Adam Tooze listener's questions episode
Added 2023-08-04 15:45:04 +0000 UTCOn the 16th of this month Adam Tooze will be returning to PTO to answer your questions. Adam's writing is famously wide-ranging so feel free to throw some curveballs - but some topics you might want to ask questions related to might include the Ukraine war, the nature of Bidenomics which Adam recently discussed on his podcast Ones and Tooze, US-China relations, our last conversation on defining fascism, or the first interview Adam did with PTO on his 2006 book, The Wages of Destruction: The Making and Breaking of the Nazi Economy.
As usual please post your questions below the line, or alternatively email
politicstheoryother@gmail.com with 'Tooze questions' in the subject header. Time constraints may mean we'll struggle to get to every question but we'll do our best.
Finally, apologies for the late appearance of the Richard Seymour listener's questions episode - this will be out in the next few days. Thanks as ever for your support!
Comments
Hi everyone, here's the episode with Adam: https://www.patreon.com/posts/adam-tooze-to-88492577 thanks for the great questions!
Politics Theory Other
2023-08-31 08:03:11 +0000 UTCI would like to hear this too but in a recent substack he wrote "With the inflation (or should we say price shock) drama in the West largely played out, there is no story more important in the world economy right now than the question of China’s future". Those brackets give you a clue!
Jon
2023-08-22 05:37:46 +0000 UTCI think the picture is mixed - in short, the 'green growth plan' has been cut (because delayed) but is still policy (for now). I also think Labour have moved away from Bidenomics at the rhetorical level, repeating the phrases 'fiscal rules' and 'there is no money' together so often as to redefine the meaning of the former to be equivalent to the latter. At any rate, there is clearly some opposition to Bidenomics within the Labour right and among some Labour-alined actors and so I'd be interested to hear some analysis of that position.
Reader11
2023-08-13 09:44:46 +0000 UTCI don't actually agree that they're turning away from Bidenomics. https://www.theguardian.com/politics/2023/aug/07/bidenomics-lessons-labour-looks-to-democrats-as-it-prepares-for-power
Matthew Lowery
2023-08-11 12:05:09 +0000 UTCCould we hear from Tooze about where he stands on the inflation debate at present? From what I can remember from his interviews and blogs in 2022, he had been skeptical of claims that we have entered a period of long-term structural inflation. The declining inflation rates of late 2022/early 2023 appeared to support his position, even if we do not have to thank central bankers and interest rate hikes for this. I understood Tooze as contradicting the arguments of people like James Meadway, who repeatedly emphasizes the long-term inflationary impacts of fragmenting trade and production networks and (above all else) worsening ecological crises... but perhaps not so much Isabella Weber's focus on sector-specific "seller's inflation."
Gabriel Young
2023-08-06 16:31:10 +0000 UTCAt one time it seemed as though the UK Labour party was preparing for a version of Bidenomics but the faction that dominates the party leadership now appears to be backing off that agenda. However, it’s unclear to me what the Labour right critique of a UK Bidenomics is, and what alternative plan for growth they have. I wonder if the idea something like the following: ‘Bidenomics-style government investment isn’t going to work for the UK as we are too far behind the US and China in the race for green technology - and we can’t borrow what it would really take to catch-up with them because the market would punish us (as they did Truss). But the fundamentals of the economy are ok (we still have the City of London etc.) and so, if we keep out of trouble (see again Truss) moderate growth will return.’ Is this your understanding of the reasoning against Bidenomics in the UK, and is there anything to be said for that line of argument?
Reader11
2023-08-05 18:32:24 +0000 UTCGreat question Emily!
Politics Theory Other
2023-08-04 18:20:03 +0000 UTCIn his 2019 New Left Review article Perry Anderson stressed the “situational and tactical awareness” of your work, a Keynesian stress on “pragmatic crisis management in the form of punctual adjustments without illusion of permanency.” You've also spoken about your identification with a professional-managerial class politics, and at times you seem to view yourself as contributing to the collective rationality of that class (at the very least holding out the possibility of collective learning from the past). Yet I do not get the sense that you are as optimistic as, say, the international historian Patrick Cohrs about an elite capacity to learn from one international conference to the next. Indeed the in medias res approach explicitly thematised by Chartbook seems to point in the opposite direction – to an elite constantly buffeted by the emergent complexity of the polycrisis. In your 2021 LRB article on Andreas Malm, you noted that the climate crisis poses an additional problem for this left-liberal politics: time is simply running out for the professional-managerial class to find a solution. Two years later, has your sense of your position changed? And while Perry Anderson contrasted your situational, tactical methodology to a structural one, to what extent do you think that your present-tense reportage from within the PMC highlights its relative powerlessness in the face of structural and impersonal forces?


Type each record below again, with the same words.

━━━━━ DATA EXTRACTS

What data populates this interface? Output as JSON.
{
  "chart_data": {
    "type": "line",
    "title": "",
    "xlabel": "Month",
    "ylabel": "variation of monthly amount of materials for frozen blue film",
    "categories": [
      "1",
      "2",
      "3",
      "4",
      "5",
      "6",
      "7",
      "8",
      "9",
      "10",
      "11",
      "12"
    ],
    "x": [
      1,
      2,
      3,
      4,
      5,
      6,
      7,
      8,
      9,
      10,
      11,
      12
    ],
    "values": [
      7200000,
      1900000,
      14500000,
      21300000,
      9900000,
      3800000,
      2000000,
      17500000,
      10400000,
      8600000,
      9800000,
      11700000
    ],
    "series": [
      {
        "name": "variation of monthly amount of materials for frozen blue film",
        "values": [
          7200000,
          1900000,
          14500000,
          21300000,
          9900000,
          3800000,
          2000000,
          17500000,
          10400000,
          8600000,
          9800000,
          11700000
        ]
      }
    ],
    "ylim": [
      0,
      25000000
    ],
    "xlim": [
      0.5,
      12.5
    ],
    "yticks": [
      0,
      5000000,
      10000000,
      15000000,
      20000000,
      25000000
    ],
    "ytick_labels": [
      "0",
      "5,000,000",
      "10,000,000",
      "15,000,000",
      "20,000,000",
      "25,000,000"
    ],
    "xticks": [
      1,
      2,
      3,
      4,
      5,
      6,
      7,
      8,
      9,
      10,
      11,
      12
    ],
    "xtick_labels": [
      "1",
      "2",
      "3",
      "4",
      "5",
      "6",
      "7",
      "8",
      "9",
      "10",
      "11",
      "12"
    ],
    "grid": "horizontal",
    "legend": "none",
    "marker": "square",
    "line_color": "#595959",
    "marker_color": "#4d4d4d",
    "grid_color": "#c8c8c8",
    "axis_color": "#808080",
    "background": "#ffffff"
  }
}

━━━━━━━━━━

* SOLUTION TO THIS EXERCISE
What data populates this interface? Output as JSON.
{
  "chart_data": {
    "type": "line",
    "title": "",
    "xlabel": "Month",
    "ylabel": "variation of monthly amount of materials for frozen blue film",
    "categories": [
      "1",
      "2",
      "3",
      "4",
      "5",
      "6",
      "7",
      "8",
      "9",
      "10",
      "11",
      "12"
    ],
    "x": [
      1,
      2,
      3,
      4,
      5,
      6,
      7,
      8,
      9,
      10,
      11,
      12
    ],
    "values": [
      7200000,
      1900000,
      14500000,
      21300000,
      9900000,
      3800000,
      2000000,
      17500000,
      10400000,
      8600000,
      9800000,
      11700000
    ],
    "series": [
      {
        "name": "variation of monthly amount of materials for frozen blue film",
        "values": [
          7200000,
          1900000,
          14500000,
          21300000,
          9900000,
          3800000,
          2000000,
          17500000,
          10400000,
          8600000,
          9800000,
          11700000
        ]
      }
    ],
    "ylim": [
      0,
      25000000
    ],
    "xlim": [
      0.5,
      12.5
    ],
    "yticks": [
      0,
      5000000,
      10000000,
      15000000,
      20000000,
      25000000
    ],
    "ytick_labels": [
      "0",
      "5,000,000",
      "10,000,000",
      "15,000,000",
      "20,000,000",
      "25,000,000"
    ],
    "xticks": [
      1,
      2,
      3,
      4,
      5,
      6,
      7,
      8,
      9,
      10,
      11,
      12
    ],
    "xtick_labels": [
      "1",
      "2",
      "3",
      "4",
      "5",
      "6",
      "7",
      "8",
      "9",
      "10",
      "11",
      "12"
    ],
    "grid": "horizontal",
    "legend": "none",
    "marker": "square",
    "line_color": "#595959",
    "marker_color": "#4d4d4d",
    "grid_color": "#c8c8c8",
    "axis_color": "#808080",
    "background": "#ffffff"
  }
}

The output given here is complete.